Sunday, February 18, 2007

Students hearing English with various accents

By Geoffrey Vitale, Quebec, Canada (illustration: Russian MIG pilot, source unknown)

In the days of "secret classrooms", I learned my Russian, day-in, day-out at the British joint linguists camps in Coulsdon and Wythall. One of the activities was to learn to recognize and understand a wide array of NN Russian speakers (Poles, Czechs, Ukrainians, etc) who were communicating with their bases from planes, tanks, trawlers, etc.

This was done by having us listen to recorded live conversations between, for example, Mig pilots and their control towers; Russian tank commanders communicating with their lieutenants as they rolled through East Berlin.... Much later, working in teacher training, I was emphaziing the problem of numbers, addresses, telephone numbers, etc and how frequently indeed NNS found themselves required to understand numbers - over the phone, in a railway station, a shop, etc. etc.

I devised a number of tapes of conversations using a wide range of accents --"native accents" for the most part -- middle class English, cockney, the classless "Michael Caine" accent, Tarheel, Texan, and New England, Irish, Glasgow .. oh yes and a few Indian, Quebecs and Iranian speakers .. all in home-made sketches involving numbers and directions.

The early activities started with repetitions, especially when there was a radical change of accent, and then got up to a more aggressive one-time only speed.The students job was simply to listen and fill in grids.

At the end of each test, we went over the answers, checking for mistakes and misunderstandings orally -- and students would reproduce them in the more neutral accent they were actively learning to emulate.

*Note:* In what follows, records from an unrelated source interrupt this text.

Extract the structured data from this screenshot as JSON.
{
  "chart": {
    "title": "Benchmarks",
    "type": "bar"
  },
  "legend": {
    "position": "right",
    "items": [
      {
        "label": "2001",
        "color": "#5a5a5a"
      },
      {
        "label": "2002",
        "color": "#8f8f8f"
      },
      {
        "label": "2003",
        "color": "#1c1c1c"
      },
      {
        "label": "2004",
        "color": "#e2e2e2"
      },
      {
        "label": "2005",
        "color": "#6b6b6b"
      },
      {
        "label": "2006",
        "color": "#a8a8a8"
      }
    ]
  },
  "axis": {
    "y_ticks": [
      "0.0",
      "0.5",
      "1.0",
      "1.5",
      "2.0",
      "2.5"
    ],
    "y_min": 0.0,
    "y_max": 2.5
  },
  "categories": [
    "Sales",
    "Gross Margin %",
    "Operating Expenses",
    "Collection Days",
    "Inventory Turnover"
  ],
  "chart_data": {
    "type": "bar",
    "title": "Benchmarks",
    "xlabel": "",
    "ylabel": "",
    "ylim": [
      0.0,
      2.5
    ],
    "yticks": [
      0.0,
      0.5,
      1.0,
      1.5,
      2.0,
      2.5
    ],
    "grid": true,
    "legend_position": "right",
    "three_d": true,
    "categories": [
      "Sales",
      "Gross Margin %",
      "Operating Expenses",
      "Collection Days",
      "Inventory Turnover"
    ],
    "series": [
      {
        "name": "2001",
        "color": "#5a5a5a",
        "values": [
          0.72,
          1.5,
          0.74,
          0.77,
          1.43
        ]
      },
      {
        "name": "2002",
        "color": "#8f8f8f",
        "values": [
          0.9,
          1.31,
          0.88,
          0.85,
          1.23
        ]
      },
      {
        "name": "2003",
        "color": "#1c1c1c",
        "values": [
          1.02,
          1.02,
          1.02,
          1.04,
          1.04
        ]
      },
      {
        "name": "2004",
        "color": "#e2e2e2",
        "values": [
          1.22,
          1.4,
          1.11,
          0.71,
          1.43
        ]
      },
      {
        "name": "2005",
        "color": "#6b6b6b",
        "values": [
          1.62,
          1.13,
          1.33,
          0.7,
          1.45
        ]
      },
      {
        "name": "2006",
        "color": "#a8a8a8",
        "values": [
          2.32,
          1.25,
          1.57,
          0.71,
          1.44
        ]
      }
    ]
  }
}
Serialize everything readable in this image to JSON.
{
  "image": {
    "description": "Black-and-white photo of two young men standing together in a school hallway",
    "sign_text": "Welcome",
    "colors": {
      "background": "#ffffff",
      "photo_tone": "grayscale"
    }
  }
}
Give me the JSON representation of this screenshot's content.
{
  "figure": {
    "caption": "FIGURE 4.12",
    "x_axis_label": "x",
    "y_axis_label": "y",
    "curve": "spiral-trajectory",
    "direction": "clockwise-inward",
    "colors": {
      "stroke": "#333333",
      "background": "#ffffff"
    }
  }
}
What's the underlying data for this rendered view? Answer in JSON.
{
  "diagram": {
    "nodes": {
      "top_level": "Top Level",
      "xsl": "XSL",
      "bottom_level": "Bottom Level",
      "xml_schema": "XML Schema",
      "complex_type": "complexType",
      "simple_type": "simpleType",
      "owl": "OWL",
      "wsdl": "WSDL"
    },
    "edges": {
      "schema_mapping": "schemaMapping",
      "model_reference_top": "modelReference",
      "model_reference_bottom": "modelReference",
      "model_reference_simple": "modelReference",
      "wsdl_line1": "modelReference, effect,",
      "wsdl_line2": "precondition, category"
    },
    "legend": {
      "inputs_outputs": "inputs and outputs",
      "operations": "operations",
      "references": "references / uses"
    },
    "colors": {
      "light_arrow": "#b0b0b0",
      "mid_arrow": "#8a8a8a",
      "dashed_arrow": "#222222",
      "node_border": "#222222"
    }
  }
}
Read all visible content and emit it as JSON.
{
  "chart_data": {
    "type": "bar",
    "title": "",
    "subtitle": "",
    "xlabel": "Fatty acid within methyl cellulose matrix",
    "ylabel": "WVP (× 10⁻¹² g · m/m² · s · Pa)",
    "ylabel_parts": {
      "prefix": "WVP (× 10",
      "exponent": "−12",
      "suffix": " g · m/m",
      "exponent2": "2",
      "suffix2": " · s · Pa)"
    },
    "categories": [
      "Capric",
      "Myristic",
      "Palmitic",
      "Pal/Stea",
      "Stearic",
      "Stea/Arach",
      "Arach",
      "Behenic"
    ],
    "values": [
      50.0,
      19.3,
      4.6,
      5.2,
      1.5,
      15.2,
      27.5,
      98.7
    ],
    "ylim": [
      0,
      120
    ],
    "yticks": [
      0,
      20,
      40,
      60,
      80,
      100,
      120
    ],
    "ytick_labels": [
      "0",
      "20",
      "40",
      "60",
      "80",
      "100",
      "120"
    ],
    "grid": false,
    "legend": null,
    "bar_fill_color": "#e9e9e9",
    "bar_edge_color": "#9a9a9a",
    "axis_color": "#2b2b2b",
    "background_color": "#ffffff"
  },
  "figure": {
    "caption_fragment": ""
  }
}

It was effective. It also confirmed what I had long suspected -- once a students gets used to hearing a range of accents, comprehension accelerates. Obvious.

Of course -- just as obvious as realizing that a NNS hearing "non-English" accents every day of his life will soon find his or her way around and recognize them. As someone pointed out, the NNS often spends more time with other NNS than with NS-- for reasons that have nothing to do with linguistics.

I would have thought that a more serious problem would be the danger of their adopting the NNS accents they hear and spending their lives sounding like Peter Sellars..! If disheartened, always remember Ludwig Bemelmans, the delightful Austrian writer, and author of the "Madeleine" books, who once claimed that he spoke "five languages ... all with an accent."

1 comment:

Anonymous said...

What an amazing idea, accent collection! You can collect them from movies, interview, news, etc.

Terrific! I'm going to start my collection now.